The following is an excerpt of CCMI’s TelcoExchange Blog by FCC insider Andy Regitsky. We’ll occasionally share updates as they pertain to FiberLocator.
The telecommunications industry got a big victory this week when the Eighth Circuit Court of Appeals upheld the FCC’s 2015 Pole Attachment Order which mandated rules equalizing the pole attachment rates paid by telecommunications providers and cable owners. Cable company rates are calculated separately under rules ratified by the U.S. Supreme Court in 1987 and have historically been lower than rates paid by telecoms. The decision is extremely important to telecommunications companies because of the large amounts of money involved. By some estimates, pole attachment rentals, comprise up to 1 percent of operating costs for some companies. Moreover, telecom companies have asserted for years that high pole attachment rates delay broadband deployment and force prices out of the reach of many consumers.
Here is what led to the Court’s decision.
Section 224(B) (1) of the Telecommunications Act provides the Commission with the authority over pole attachment rates. It states that:
[T]he Commission shall regulate the rates, terms, and conditions for pole attachments to provide that such rates, terms, and conditions are just and reasonable, and shall adopt procedures necessary and appropriate to hear and resolve complaints concerning such rates, terms, and conditions.
The FCC tried to equalize the pole attachment rates for telecom providers and cable companies for years without success. The agency found that its previous Pole Attachment Order in 2011 failed to equalize the telecom rate and the cable rate, because utilities frequently rebutted the presumption that 5 entities attached to poles in an urban area while only 3 entities attached to poles in a non-urban area, frequently resulting in higher telecom rates.
The FCC issued an Order on Reconsideration in November 2015 which addressed this issue by eliminating the distinction between poles in urban and non-urban areas, instead basing “cost” on the average number of entities attached to a pole within an area. That Order largely succeeded in bringing pole attachment rates in near-harmony between telecom and cable companies.
As always in our industry, the Order was immediately appealed to the Eighth Circuit by a group of electric utilities, including Ameren Corporation, American Electric Power Service, CenterPoint Energy Houston Electric, and Virginia Electric and Power Company. The utilities argued that the November 2015 Order defied Congress’s intent to establish different rates for telecom and cable companies in section 224(d)(1) and section 224(e) of the Telecommunications Act. The Court disagreed:
We disagree that the statute evinces such an intent. Section 224(d) requires that pole attachment rates for cable providers fall within a certain range. Section 224(e) requires that pole attachment rates for telecommunications providers be calculated according to a certain formula. Because the term “cost” in § 224(e) is ambiguous, the same “cost” definition need not be used to determine the upper bound for cable rates under § 224(d) and the rate for telecommunications providers under § 224(e). Accordingly, the statute permits, but does not require, the Cable Rate and the Telecom Rate to diverge.
Likewise, we reject Petitioners’ argument that the FCC’s interpretation of the statute renders § 224(e) superfluous. See Corley v. United States, 556 U.S. 303, 314 (2009) (“[A] statute should be construed so that effect is given to all its provisions, so that no part will be inoperative or superfluous, void or insignificant . . . .” As set forth above, the statute allows the Cable Rate and the Telecom Rate to diverge, but does not require them to do so. Whether or not the rates diverge, the Cable Rate must fall within the range set forth in § 224(d) and the Telecom Rate must be calculated according to the formula set forth in § 224(e). Thus, the formula for calculating the Telecom Rate under § 224(e) is not superfluous. (July 31, 2017 Opinion of the Eighth Circuit Court of Appeals, No. 16-1683, p. 7).
Significantly, the Court rejected the Petitioners arguments based on the Chevron deference. It found that the FCC’s definition of “cost” was a reasonable interpretation of an ambiguous term. The Chevron deference is one of the most important principles of administrative law. It was established in 1984 when the Supreme Court held that courts should defer to agency interpretations of statutes unless they are unreasonable.
Under Chevron, a court performs a two-step process. It first determines if Congress has provided an unambiguous intent to a statute. If so, then the Congressional intent must prevail. However, if the language is ambiguous:
The agency’s view “governs if it is a reasonable interpretation of the statute—not necessarily the only possible interpretation, nor even the interpretation deemed most reasonable by the courts. Even when an agency policy represents a change from past policy, the agency generally need not demonstrate that “the reasons for the new policy are better than the reasons for the old one; it suffices that the new policy is permissible under the statute, that there are good reasons for it, and that the agency believes it to be better.” (Id., p. 6.).
Chevron is extremely important in the current net neutrality proceeding. Based on Chevron, the DC Circuit found that the FCC’s 2015 classification of broadband Internet access service (BIAS) as a telecommunications service was reasonable. It will be fascinating to see if the same liberal-leaning Court gives the now conservative-leaning FCC’s current interpretation (that BIAS is an information service) the same deference.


*Task description*.
Your output should be the lines from the one with "has height=241, width=466." through the last line of the records below, exactly as written, minus the pictures.

--- START ---

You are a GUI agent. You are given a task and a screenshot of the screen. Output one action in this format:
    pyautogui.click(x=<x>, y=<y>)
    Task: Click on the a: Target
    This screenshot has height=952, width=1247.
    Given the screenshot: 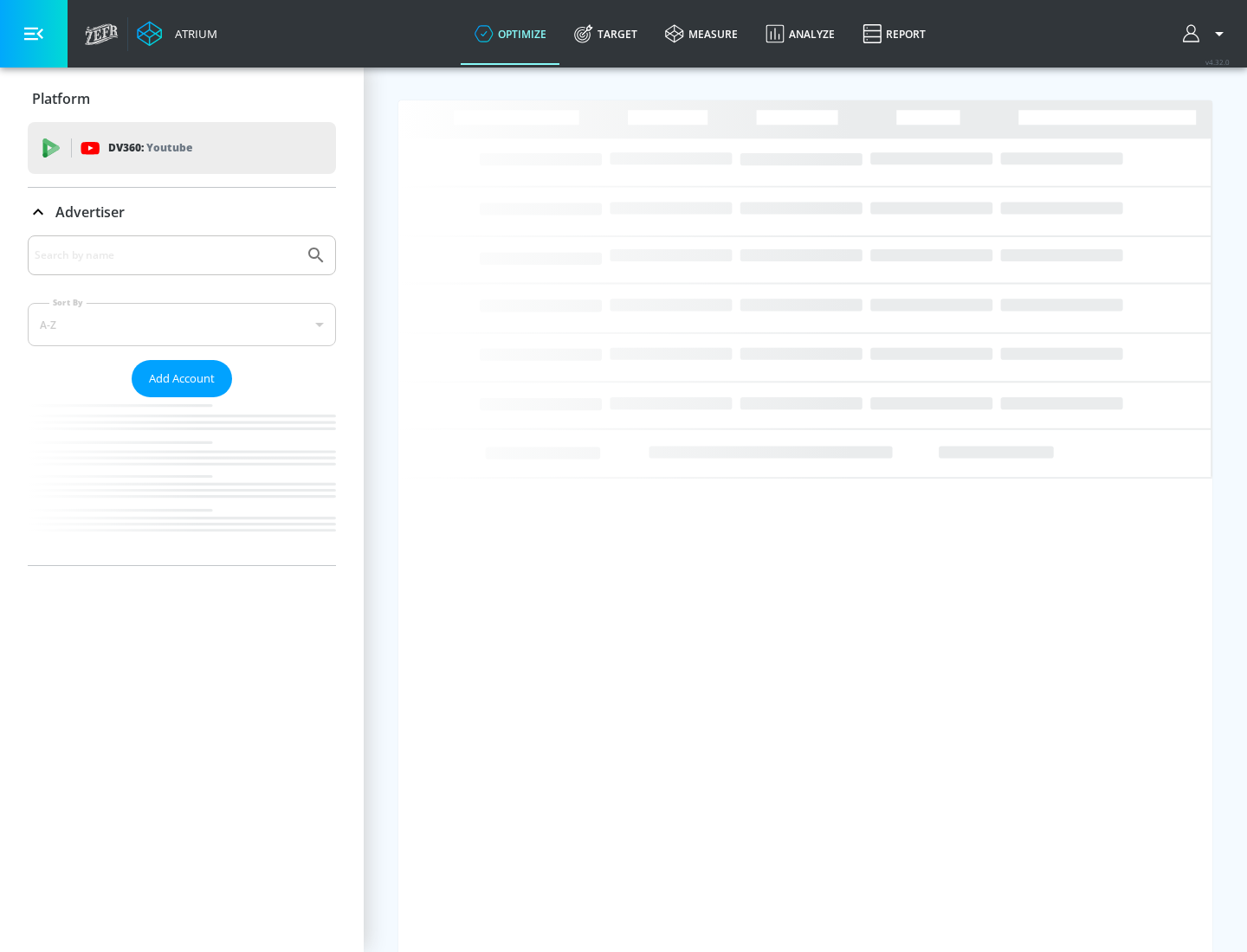 What is the action you would take?
    pyautogui.click(x=605, y=33)
    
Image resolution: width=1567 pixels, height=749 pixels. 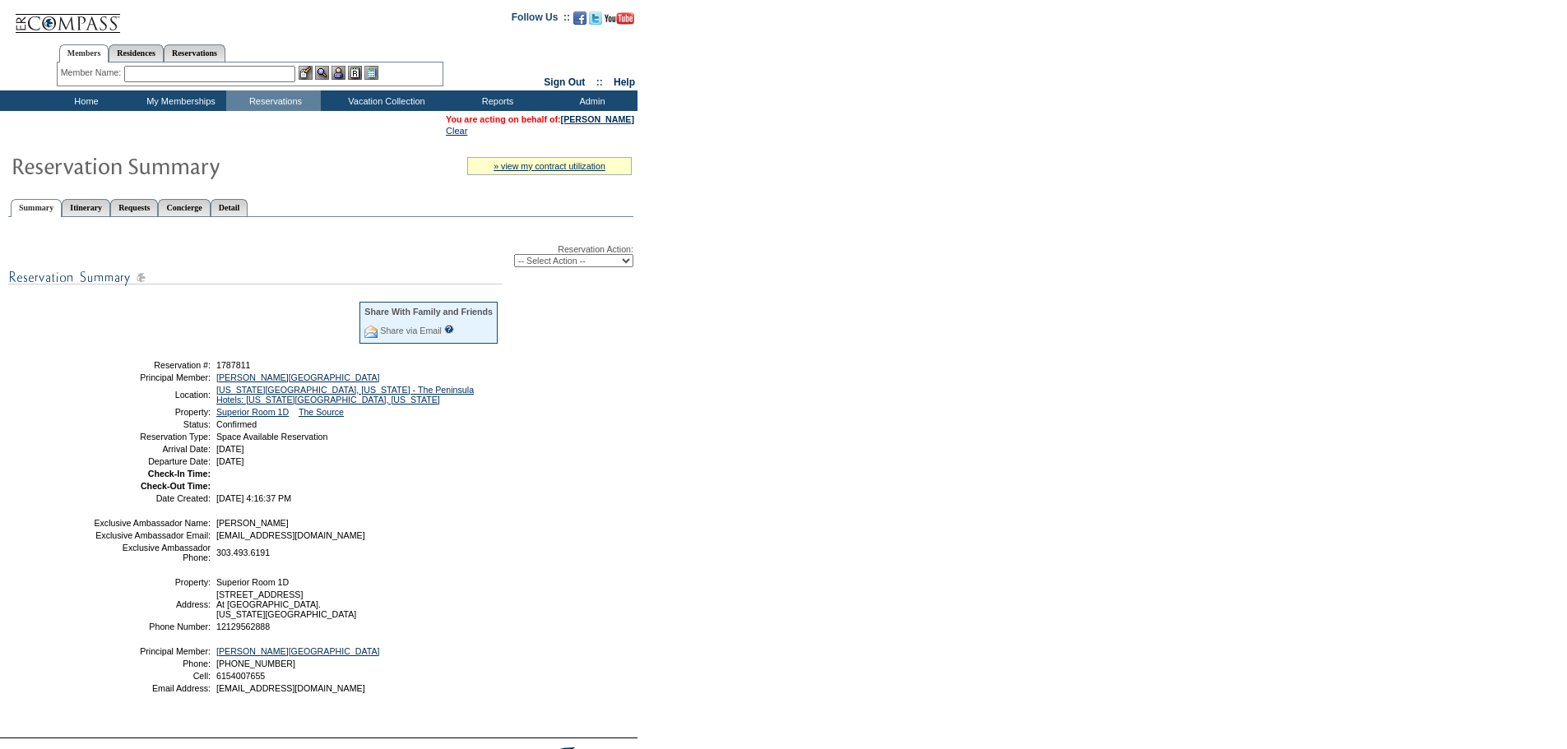 What do you see at coordinates (384, 100) in the screenshot?
I see `td: Vacation Collection` at bounding box center [384, 100].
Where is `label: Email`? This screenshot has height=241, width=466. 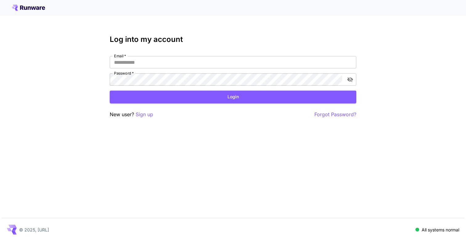
label: Email is located at coordinates (120, 56).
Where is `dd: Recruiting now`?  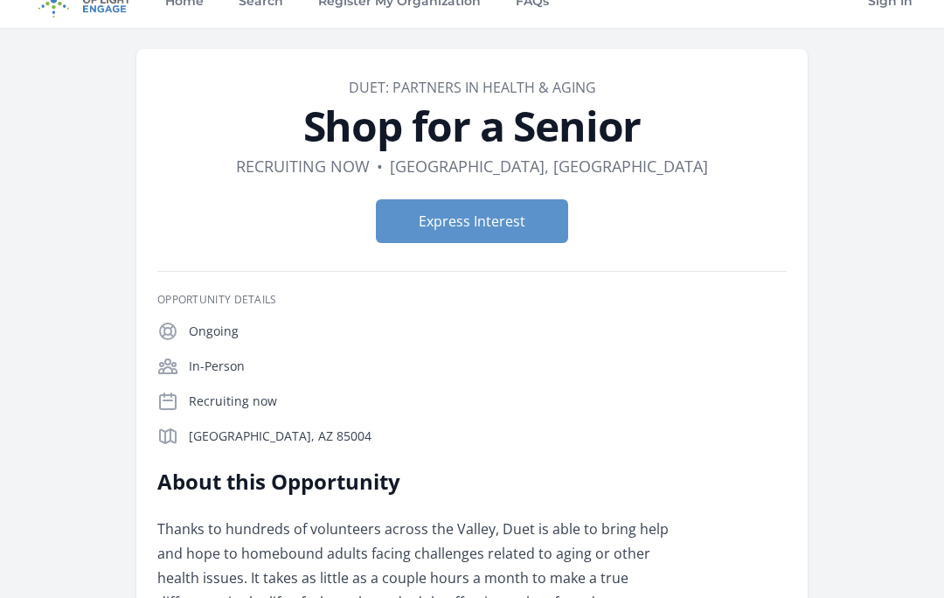
dd: Recruiting now is located at coordinates (302, 167).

--- END ---

*Answer to the problem*.
Where is `label: Email`? This screenshot has height=241, width=466. 
label: Email is located at coordinates (120, 56).
Where is `dd: Recruiting now`?  
dd: Recruiting now is located at coordinates (302, 167).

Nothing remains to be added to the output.